Where other developers steam out "obtrusive" motion control features for fear of giving offence, this one just wants to have fun with the possibilities. It's an approach that could backfire if the implementation grows too fiddly, but from what I've seen, D4's control scheme straddles the line between "realistic" 1:1 recognition and gestures that are more evocative than directly mimetic: you turn David to look at things by sweeping your arms decisively, for instance, rather than actually turning your body. The visuals are the stuff of A Scanner Darkly, marrying plausible proportions to thick shadowing on clothing folds and burnished comicbook skin.
Punctuating the object hunts and the chitchats - some of which involve 24-style splitscreen cinematics - are the action bits, which see you performing a range of gestures and assuming a variety of stances to dance David through what's effectively a branching cutscene.
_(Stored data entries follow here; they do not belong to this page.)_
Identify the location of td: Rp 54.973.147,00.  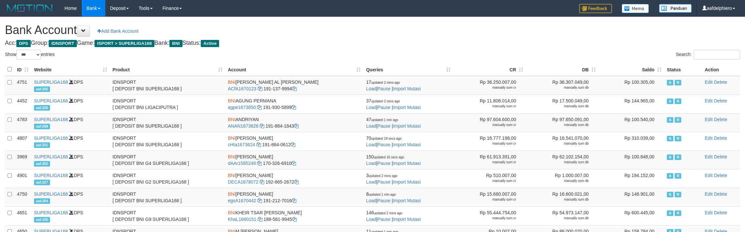
(562, 216).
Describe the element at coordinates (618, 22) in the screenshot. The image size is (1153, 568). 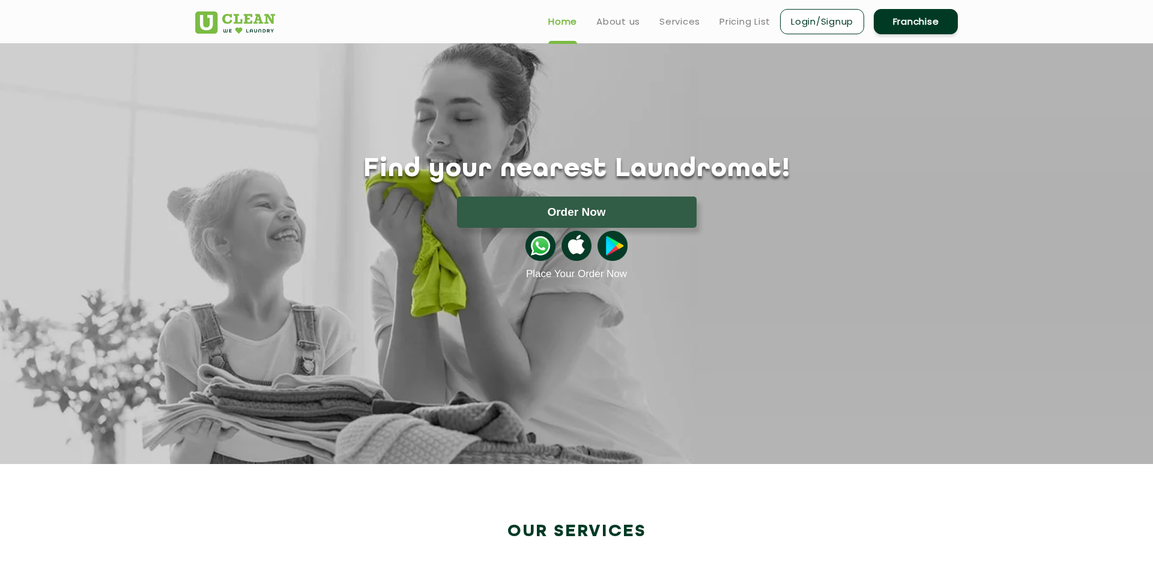
I see `a: About us` at that location.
The inputs range from winding up a haymaker through sweeping your hands to duck or dodge around an attack: the more punctual and accurate you are, the higher the grade you're given per move. During the fight with the dealer, David waltzes an air hostess out of the way of a thrown suitcase, then braces himself over the aisle to avoid a speeding food trolley.
It's a pleasant change from the chilly high-end lustre of a Ryse or a Forza. But is it going to sell anyone on Kinect? Again, I suspect the game's premise and stylings may bury it, but ultimately this is the kind of motion sensitive release I'd like to see more of next generation: experimental and eccentric, but not (yet) to the point of being annoying. As polished as their own efforts appear, Rare and Ubisoft should probably take notes.